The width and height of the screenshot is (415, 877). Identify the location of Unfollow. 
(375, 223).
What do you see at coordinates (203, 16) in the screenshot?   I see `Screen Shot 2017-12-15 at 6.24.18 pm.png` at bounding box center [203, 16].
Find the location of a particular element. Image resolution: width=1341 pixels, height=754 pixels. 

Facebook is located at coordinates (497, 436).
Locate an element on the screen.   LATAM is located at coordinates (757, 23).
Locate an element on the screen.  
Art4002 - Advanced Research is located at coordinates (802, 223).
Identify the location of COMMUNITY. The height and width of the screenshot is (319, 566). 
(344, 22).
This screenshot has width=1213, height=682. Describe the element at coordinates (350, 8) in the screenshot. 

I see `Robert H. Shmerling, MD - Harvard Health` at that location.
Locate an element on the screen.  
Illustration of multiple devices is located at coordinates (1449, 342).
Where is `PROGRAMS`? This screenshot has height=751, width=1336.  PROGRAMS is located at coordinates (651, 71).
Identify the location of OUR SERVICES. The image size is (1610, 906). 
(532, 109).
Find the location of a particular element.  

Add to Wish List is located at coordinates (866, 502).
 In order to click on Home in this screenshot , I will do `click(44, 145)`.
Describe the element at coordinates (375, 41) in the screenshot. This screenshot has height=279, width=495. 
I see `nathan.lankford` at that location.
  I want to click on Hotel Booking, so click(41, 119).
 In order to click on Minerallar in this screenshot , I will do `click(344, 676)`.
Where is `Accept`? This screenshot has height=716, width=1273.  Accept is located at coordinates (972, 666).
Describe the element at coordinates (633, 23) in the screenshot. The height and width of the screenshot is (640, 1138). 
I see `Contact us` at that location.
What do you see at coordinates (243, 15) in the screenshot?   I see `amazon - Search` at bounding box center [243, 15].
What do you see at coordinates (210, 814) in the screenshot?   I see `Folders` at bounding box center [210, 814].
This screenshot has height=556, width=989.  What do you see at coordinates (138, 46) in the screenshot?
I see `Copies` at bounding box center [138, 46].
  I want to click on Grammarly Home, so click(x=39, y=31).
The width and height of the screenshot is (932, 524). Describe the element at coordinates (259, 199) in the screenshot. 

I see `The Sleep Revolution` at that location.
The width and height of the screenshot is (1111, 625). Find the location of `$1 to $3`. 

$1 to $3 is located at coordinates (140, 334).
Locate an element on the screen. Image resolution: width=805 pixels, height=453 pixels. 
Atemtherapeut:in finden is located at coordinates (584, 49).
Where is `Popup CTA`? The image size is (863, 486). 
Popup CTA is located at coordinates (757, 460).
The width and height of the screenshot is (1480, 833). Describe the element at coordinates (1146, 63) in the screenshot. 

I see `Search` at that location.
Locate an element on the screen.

- _Task details_: Print the listing above in its entirety, with every line exact.

- _Solution to the problem_:
The width and height of the screenshot is (415, 877). Identify the location of Unfollow. 
(375, 223).
What do you see at coordinates (203, 16) in the screenshot?   I see `Screen Shot 2017-12-15 at 6.24.18 pm.png` at bounding box center [203, 16].
Find the location of a particular element. Image resolution: width=1341 pixels, height=754 pixels. 

Facebook is located at coordinates (497, 436).
Locate an element on the screen.   LATAM is located at coordinates (757, 23).
Locate an element on the screen.  
Art4002 - Advanced Research is located at coordinates (802, 223).
Identify the location of COMMUNITY. The height and width of the screenshot is (319, 566). 
(344, 22).
This screenshot has width=1213, height=682. Describe the element at coordinates (350, 8) in the screenshot. 

I see `Robert H. Shmerling, MD - Harvard Health` at that location.
Locate an element on the screen.  
Illustration of multiple devices is located at coordinates (1449, 342).
Where is `PROGRAMS`? This screenshot has height=751, width=1336.  PROGRAMS is located at coordinates (651, 71).
Identify the location of OUR SERVICES. The image size is (1610, 906). 
(532, 109).
Find the location of a particular element.  

Add to Wish List is located at coordinates (866, 502).
 In order to click on Home in this screenshot , I will do `click(44, 145)`.
Describe the element at coordinates (375, 41) in the screenshot. This screenshot has height=279, width=495. 
I see `nathan.lankford` at that location.
  I want to click on Hotel Booking, so click(41, 119).
 In order to click on Minerallar in this screenshot , I will do `click(344, 676)`.
Where is `Accept`? This screenshot has height=716, width=1273.  Accept is located at coordinates (972, 666).
Describe the element at coordinates (633, 23) in the screenshot. The height and width of the screenshot is (640, 1138). 
I see `Contact us` at that location.
What do you see at coordinates (243, 15) in the screenshot?   I see `amazon - Search` at bounding box center [243, 15].
What do you see at coordinates (210, 814) in the screenshot?   I see `Folders` at bounding box center [210, 814].
This screenshot has height=556, width=989.  What do you see at coordinates (138, 46) in the screenshot?
I see `Copies` at bounding box center [138, 46].
  I want to click on Grammarly Home, so click(x=39, y=31).
The width and height of the screenshot is (932, 524). Describe the element at coordinates (259, 199) in the screenshot. 

I see `The Sleep Revolution` at that location.
The width and height of the screenshot is (1111, 625). Find the location of `$1 to $3`. 

$1 to $3 is located at coordinates (140, 334).
Locate an element on the screen. Image resolution: width=805 pixels, height=453 pixels. 
Atemtherapeut:in finden is located at coordinates (584, 49).
Where is `Popup CTA`? The image size is (863, 486). 
Popup CTA is located at coordinates (757, 460).
The width and height of the screenshot is (1480, 833). Describe the element at coordinates (1146, 63) in the screenshot. 

I see `Search` at that location.
Locate an element on the screen.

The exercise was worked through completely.